The law is asinine, but it’s been on the books for 15 years or more, the majority of licensed Home Inspectors here would keep their licenses even if the Law were repealed tomorrow, so you won’t find many willing to take the issue to court.

Joe,

Which portion of the NACHI SOP is being undermined by the Licensing of Structural Pest Inspectors in the State of Washington?

I don’t even know how to become a pest inspection certified in Pa let alone Wa.

tom <in left field>

Tom,

The Website is somewhat difficult to navigate. The program was previously administrated by Penn State University. The PA Department of Agriculture is currently revamping and developing their own website.

http://www.pested.psu.edu/applicators/cert_brochure.shtml

https://www.paplants.state.pa.us/

So its typical, from PA example, to have an applicator license to do bug inspections? This seems to complicate the Home Inspection trade in WA, as the OP said.

Jeezzz… I hope some bug dudes fight this, since much of new business comes from home inspectors outsourcing bug inspections, here in Pa.

tom

FYI: The Structural Pest Inspector and the Applicator licenses are two separate things. A Home inspector licensed to be an SPI is expressly forbidden to do application. I believe that when this law was put into place, it was pushed by the Applicators. They don’t seem to want to do inspections (too much liability). No complications at all.

Thomas,

PA has one category of Pesticide Applicator unlike Washington which distinguishes categories of Applicators and Inspectors.

To Inspect for WDI in PA and complete the form NPMA-33, you must be licensed as a Pesticide Applicator in Category 12.

Joe,

Saw that, and I understand why so many people outsource it. You need to keep insurance to keep your cert. Sounds like insurance premium fodder. This is why I think Wa’s change is probably lobbied by the Insurance companies.

Just a guess…

tom

Tom,

Licensure and Insurance is somewhat difficult to navigate. If you are doing volume you may find it cost effective to obtain the necessary Training, Licensing and Insurance to complete the requirements of the PA AOS Contract contingencies.

http://www.parealtor.org/content/AssetMgmt/Standard%20Forms/PDFs/AS-R.pdf

Call me if you need more info…

Warning: Off Topic.

Don’t need to call you, would like to attend one of the chapter meetings, since I can’t find an active chapter covering the Bethlehem area.

Warning: Back on topic.

I understand the business requirements to meet the qualifications deemed necessary by realtors/buyers/sellers to complete a sales agreement. But, there is always a big butt, the OP seems to suggest that this isn’t professional private parties coming to agreements, but big brother imposing what they think is necessary.

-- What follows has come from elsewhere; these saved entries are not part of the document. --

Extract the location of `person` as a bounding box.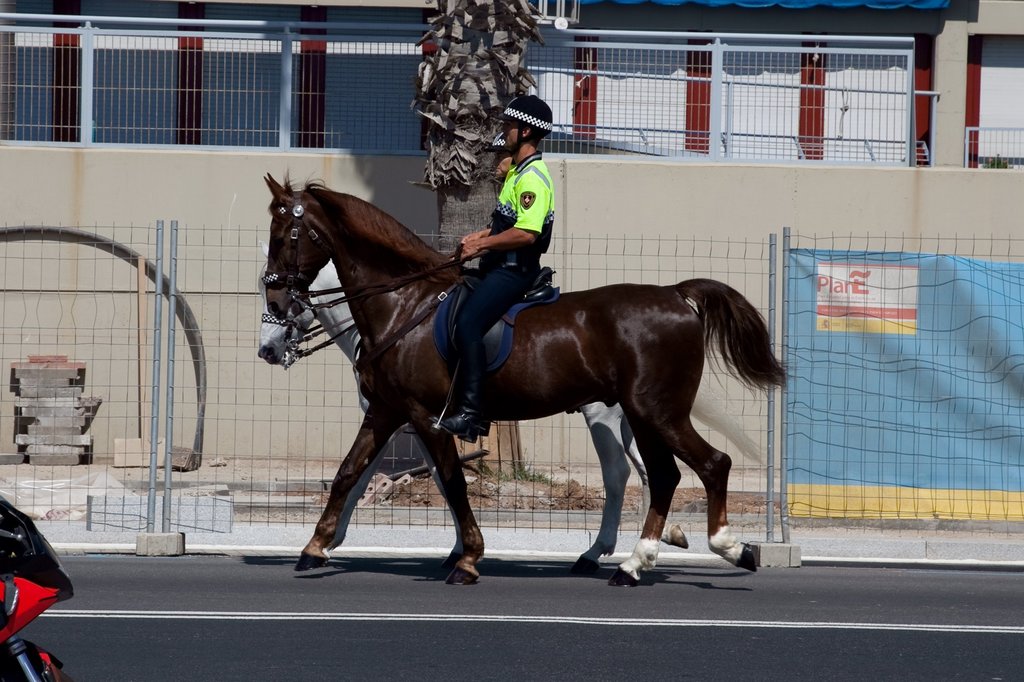
Rect(427, 93, 555, 443).
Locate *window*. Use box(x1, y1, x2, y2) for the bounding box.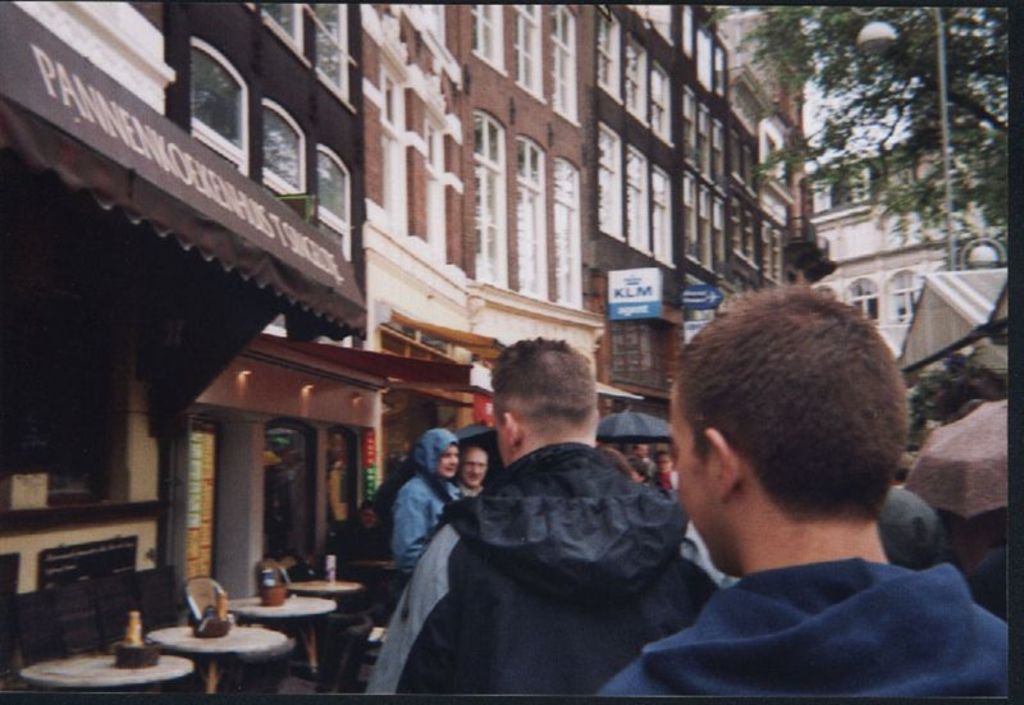
box(471, 107, 509, 283).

As for the SOP, well it is public information that NACHI’s SOP doesn’t supercede local laws.

tom

I think that now would be the ideal time to act in order to correct this idiotic application of a law that has been used as an attempt to control home inspectors in an unlicensed state.

The Washington legislature has spoken. A very popular senator with a widely advertised campaign to legislate home inspectors was told…simply…“no”. Included in this bill was language that presently exists to govern SPIs - which was also defeated. It is clear to me that the Washington legislature does not intend for its home inspectors to fall under these ridiculous restrictive conditions that has been so creatively interpretted by an unelected official in an administrative department.

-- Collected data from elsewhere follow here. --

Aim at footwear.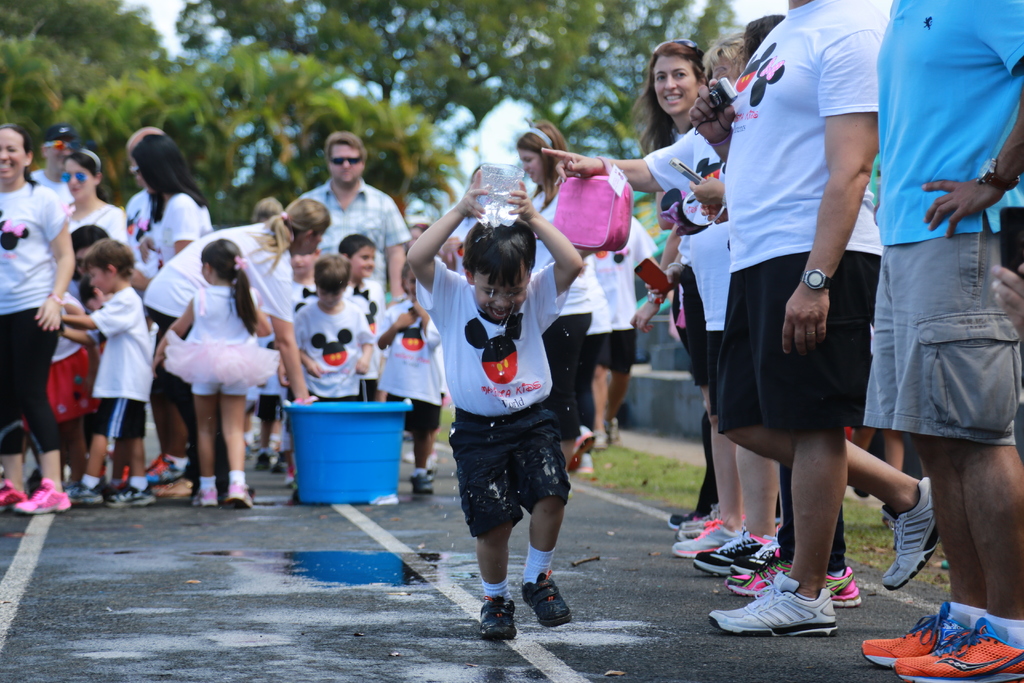
Aimed at locate(888, 614, 1023, 682).
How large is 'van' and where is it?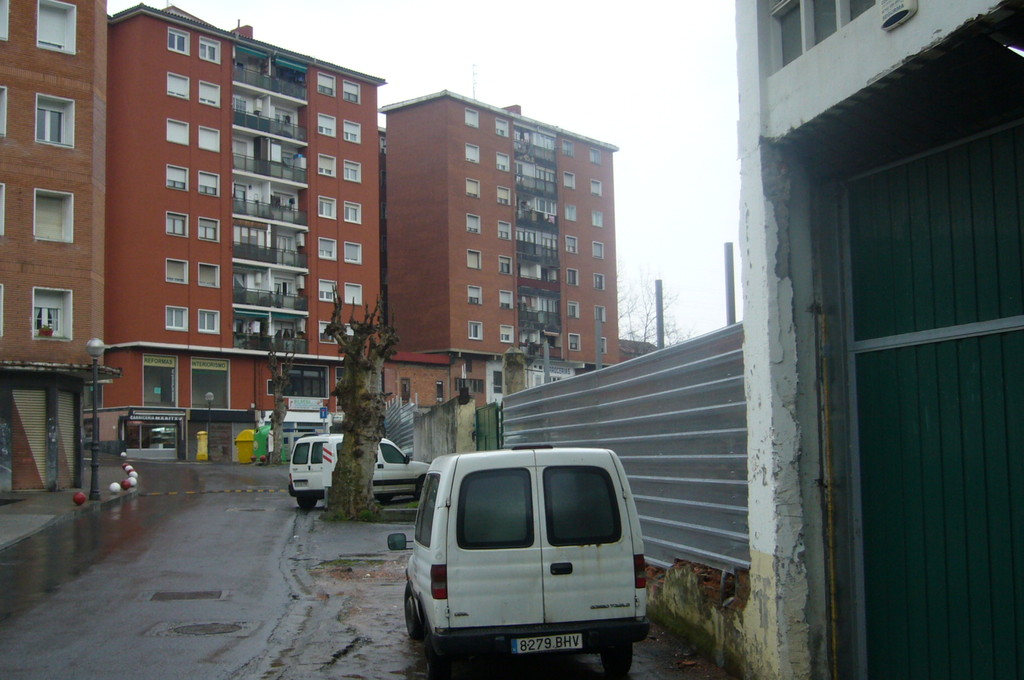
Bounding box: 288 433 431 512.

Perhaps Nick and Joe F. can put together some kind of high profile NACHI position on it that can force the hand of the legislature to formally disavow it.

Yes, anytime the WSDA tries to apply the laws in Washington to home inspectors, it is blatantly obvious that the laws they cite apply specifically to Structural Pest Inspectors performing inspections for the express purpose of inspecting for WDO’s as a part of a real estate transaction. How they think they can stretch that to apply to home inspectors inspecting all aspects of a home as a generalist as a part of a real estate transaction is mind boggling.

The only time these laws should come into play is when a Structural Pest Inspector advertises his or her services without obtaining the proper license and financial coverage.